When we were in Brigade reserve in YPRES, the working parties sent out at night often had this journey to do, after a two mile tramp and heavily laden with shovels, duckboards, barbed wire, and so on, but there was no falling-out, and little grousing.
A feature of this sector was the craters and shell-hole posts out in the open in front, garrisoned by small parties of men; there they lay—cold, wet, and sleepy—for hours on end, visited at intervals by an Officer or N.C.O.
On the 20th Captain Ord was appointed Commandant of the 164th Brigade Officers’ School, and Major A. H. Haslam joined us. On the 22nd 16 “Minnies” fell on our front line, wounding Second Lieutenant J. F. Walmsley and J. H. Ogden; the following night we were relieved by the 1/5th King’s Liverpool Regiment and went back to YPRES to the PRISON and MAGAZINE billets. These two buildings had not been greatly damaged, and the MAGAZINE was fairly shell-proof. We sent the usual nightly working parties up the line till the 27th, when we relieved the 1/4th King’s Own in WEILTJE sector, to the north of RAILWAY WOOD; here the Hun was further off and things were a bit more comfortable.[F] Second Lieutenants Reed, Tong, Vipond, and Vernon were posted to other Battalions on the 29th. The tour was quiet on the whole, and on the 31st a piece of the enemy’s parapet fell in, giving our snipers a splendid chance—they claimed three certain hits. That night we were relieved by the 1/5th King’s Own and marched back to C Camp, a collection of wooden huts distributed in a roadside copse near BRANDHOEK, a little bit of Heaven to weary and sodden men coming out of the line. Here we could sleep and feed in peace, do refitting, physical jerks and parades, and play football.

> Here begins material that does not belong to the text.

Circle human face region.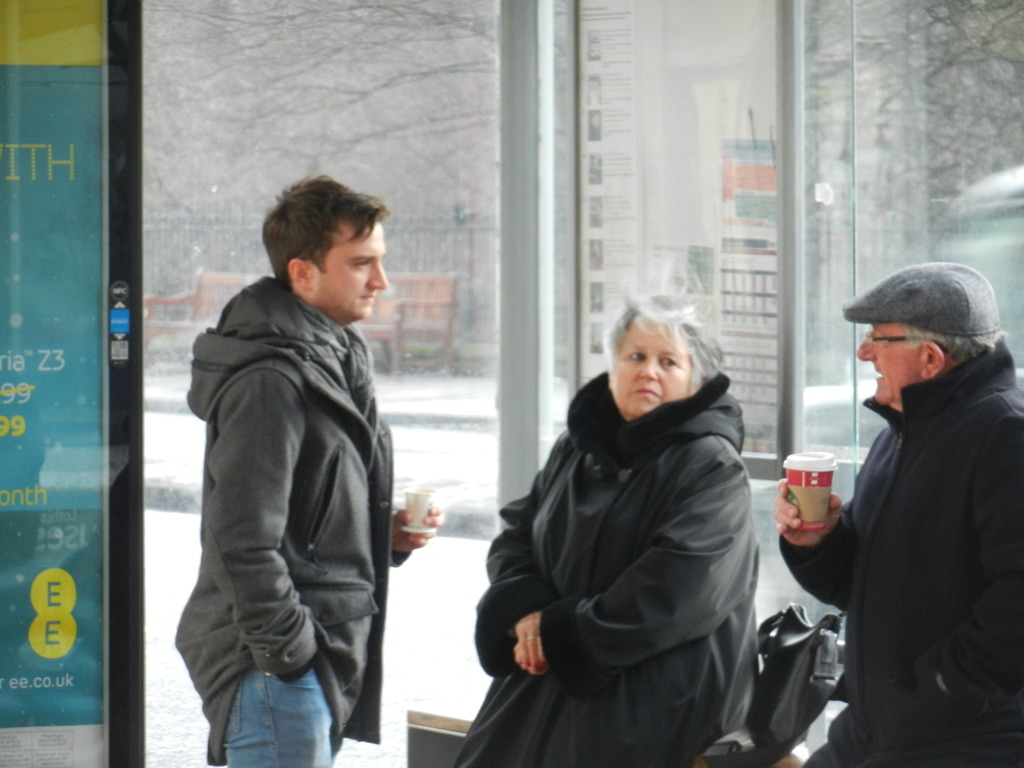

During the month no less than three Officers and 55 men had gone sick and been sent to Field Ambulance (also known as “Fanny Adams”)—for which the change to the Flanders clay was no doubt largely responsible.
We remained at C Camp till the 8th November, when we moved up to YPRES again and were billeted in the RAMPARTS and the SCHOOL; the latter was a large building on the MENIN ROAD outside the city and made a decent billet till the gunners put a large gun in it, with the usual sequel.
During the next three days we sent a working party of 250 up the line every night. Major Crump rejoined the Battalion on the 11th.
On the 12th we relieved the 1/4th King’s Own in the RAILWAY WOOD sector, B and C Companies being in the front line, A and D in support in BEEK Trench. Captain Houghton rejoined the Battalion.
On the night of the 13th the moon shone beautifully and disclosed our wiring party to the Hun about 100 yards off. Second Lieutenant Higson was hit; the next night our Lewis guns retorted on Hun working parties.
Every day brought its ration of “Minnies,” shells and bullets, and someone got hit; Second Lieutenant Walton was killed by a sniper’s bullet on the 16th. The sniper was promptly shot by one of ours.
On the 17th, at 11 p.m., for half an hour, we strafed the Boche with guns, heavy and Stokes’ trench mortars and rifle grenades, to stir him up—the usual tactics of the 55th Division; he retaliated feebly and wounded only one man; a fighting patrol then went out, but found no Hun about.